The main thrust of the book, or so I'm told by Prof. Johnson, is seeking to keep the Adult Christ--the preaching, healing, Passion and satisfaction-making, Risen Christ--focal in our celebration of Christmas. We've talked in class about the Christological controversies and development of doctrine that shape all of this.

Brown traces the lineage of the Gospel narratives and how they deepen and broaden our understanding of the eminence of Christ. Mark, the first Gospel, makes Baptism into the first big Sonship moment. As the tradition developed and the nature of who Jesus was became better understood and believed, Luke's and Matthew's Gospels included infancy narratives to show that Jesus was Son of God from the start. Then, finally, we get John and His magnificent prologue on Jesus and God and Son from the beginning of everything.

So what do we do with all of this in our modern, commercialized, baby-Jesus-centric Christmas celebration. Or, as Nick asked Prof. Johnson, how do we catechize this message to each other when the creche and Nativity scene are right next to the altar?

The answer was right before us in a painting Prof. Johnson shared with us. The painting was a standardly beautiful depiction of Mary and Joseph bent over the manger with baby Jesus, cherubs floating above in angelic adoration of Christ.

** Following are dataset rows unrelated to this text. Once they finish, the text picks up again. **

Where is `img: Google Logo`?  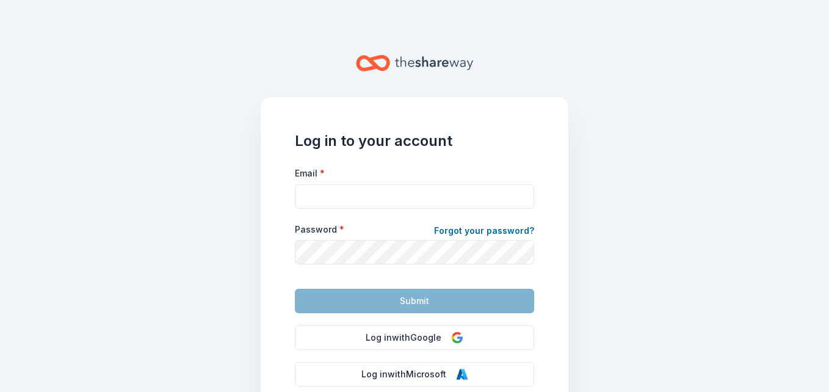
img: Google Logo is located at coordinates (457, 338).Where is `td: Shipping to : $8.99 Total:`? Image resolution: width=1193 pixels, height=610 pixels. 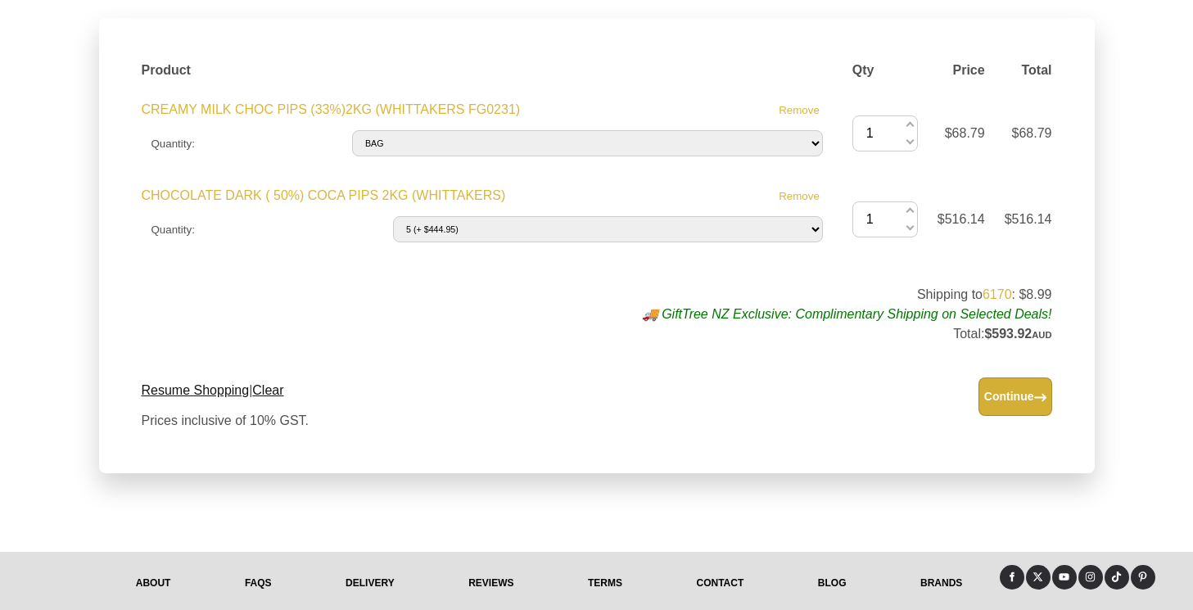 td: Shipping to : $8.99 Total: is located at coordinates (616, 314). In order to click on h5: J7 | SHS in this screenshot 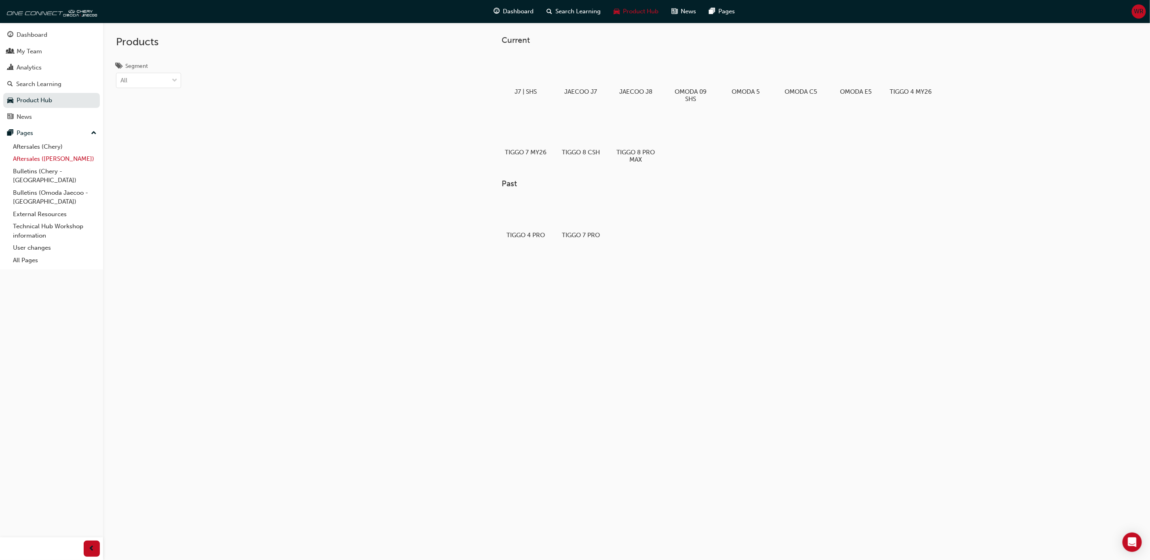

The irony of this painting was the answer: the artist had included a crucifix in the shadows on the wall beside the Holy Family.


After chuckling about a crucifix on the wall thirty years before Christ would take up His cross, after laughing off the overt Catholicism of the scene, the answer lies right in front of our noses. Everything about Christmas occurs in the shadow of the cross. Everything comes back to the cross, to the Passion of Christ, to His Resurrection, to the victory over death He wrought for us.

Our celebration of the birth of Jesus--"Today is born our Savior!"--is entirely founded on the whole mystery of Christ--dying, rising, coming again. It all started with birth, but it is a birth that was and is oriented toward the salvation of humanity.

So eat up that irony and remember that everything about Christmas, and everything about our faith and our worship and belief in Jesus, happens in the shadow of the Cross and the light of its God.

Monday, April 4, 2011

The Good of God

One of the really positive results of the classroom prep for Vision last year was Janice Poorman's criticism of "Everything happens for a reason." My older brother had introduced me to some of the pitfalls of this cliche, and over time, I began to realize there are better ways to communicate that sentiment.

Between losing my computer harddrive and some of its precious content, a break-up that weighed on me more than it should have, and plenty of other things, I have learned how good can come of basically anything.

God is omnipotent and all-powerful, having made everything that is. So why in the world would He not be able to make good come from anything that could possibly happen in this world? God does not delight in what we would call "bad things" happening, but He certainly does not give up on anything or anyone.

The challenge for us is to not become overly connected to our definitions of good and bad and to remember that God can and will find good in everything. We must aim to consider how God will do that. We must try to meet Him in the good, embracing and enjoying the light that God shines for us and with us.

If my words seem jumbled and unclear, let's go to the Sunday Gospel that revived this thread in my mind. After seeing a man blind from death, Jesus is asked if the man's blindness is caused by his sin or the sins of his parents. Jesus answers, “Neither he nor his parents sinned;
it is so that the works of God might be made visible through him."

The apparent hardship and evil we encounter are not acceptable or right. However, they are opportunities for the grace and love of God to overpower that evil and illuminate and highlight the good of God and that Love that is everything.